In late 2012 ACCIONA Agua won a contract for a seawater desalination plant (total capacity: 136,000 liters/ day) in Fujairah, in the UAE. The Haddah-1 and Arana-1 project will be the first to be carried out as part of this program and will involve handling O&M at the two plants, both located on the boundary between the cities of Jeddah and Mecca (the sacred city of Islam), and both in Mecca province.

Built by the Saudi Arabian construction companies Aziz and Bin Jarallah, the Haddah-1 and Arana-1 plants first came into service in 2011. Until relatively recently the construction companies handled O&M at the plants; in July 2012, however, the NWC issued a tender.

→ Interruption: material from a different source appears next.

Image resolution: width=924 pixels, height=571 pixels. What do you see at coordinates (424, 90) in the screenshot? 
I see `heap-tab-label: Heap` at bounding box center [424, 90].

The winning bidder was a consortium made up of a local company, Miahona-part of the ACWA holding-and ACCIONA Agua (50% each).

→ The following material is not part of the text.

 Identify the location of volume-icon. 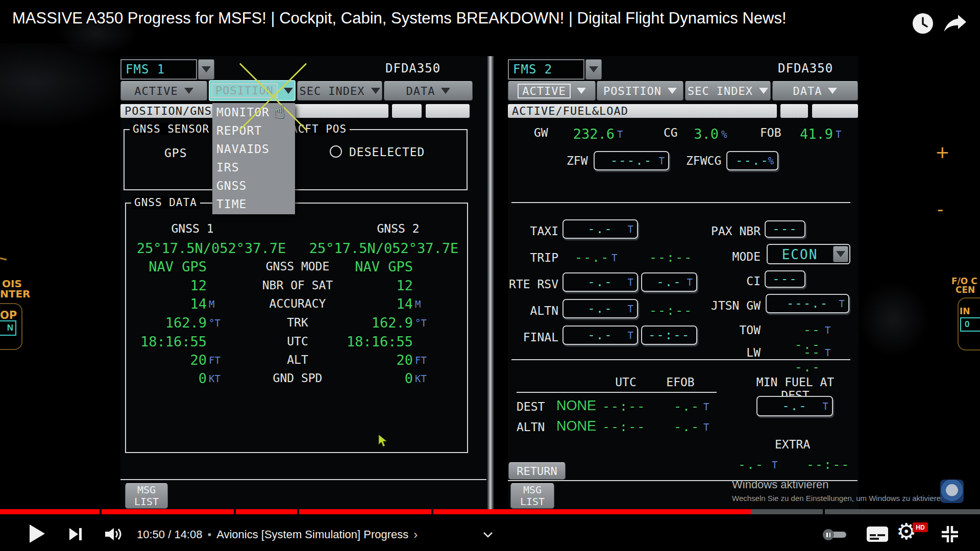
(114, 539).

The city of Mecca has a stable population of 1.5 inhabitants which increases considerably with the influx of pilgrims. The city receives an estimated 13 million visitors a year, of which 4-5 million arrive in the month of Ramadan (during the feast of Haji). This means that local water treatment plants have to cope with greatly varying demands.

Efficiency and technology

In Saudi Arabia water and sanitation is the responsibility of the Ministry of Water and Electricity (MOWE for short); the NWC is part of the Ministry structure and is responsible for the country's water and sanitation services, except desalinated water production.

"The NWC is aware of the country's considerable shortcomings concerning water and sanitation, production, technology, staff training, etc.; so since it was first set up in 2008 it has encouraged public sector participation by turning to private-sector specialists to help the country move forward", explains Julio Ratia, Agua's Arabia Manager and the man leading the Haddah-1 and Arana-1 project.

"This is ACCIONA Agua's first O&M contract in Saudi Arabia and its strategic importance is enormous; it will allow us to deploy all our expertise and experience in an effort to improve the overall functioning of two plants in a very special location: the sacred city of Mecca is of enormous relevance to our customer and to the Islamic world as a whole. This will mean considerable visibility for everything that we bring in the way of value-added: efficiency, organization, applied technology, working method, staff training and so on. Our customer, the NWC, will be able to see it all and appreciate it and we'll gain their trust. And we'll go on to become the benchmark for future contracts which will come along shortly."

In Saudi Arabia the need to improve and guarantee the water and sanitation services, and the political desire to achieve it align seamlessly. One of the pillars of this strategy is the quest for better technologies and the best and, above all, most reliable specialist operators. ACCIONA Agua fits the bill perfectly and is already operating in this part of the world.

Profiles

Jesus Sancho graduated in Aeronautical Engineering from the Polytechnic of Madrid (Spain) and holds a Management Development Program qualification from the IESE business school. ACCIONA Agua's Middle East Business Development Manager has worked in aeronautical companies, and in developing business in the water industry, as well as in wastewater treatment projects and large-scale seawater desalination.

Julio Ratia holds a Chemistry degree from the University of Alicante (Eastern Spain), a Masters' degree in Water Management and Treatment and an MBA from the Murcia School of Business and Administration. He has extensive experience in water management in Asia, the Middle East and LatAm. In 2103 he was named head of the Haddah-1 and Arana-1 project.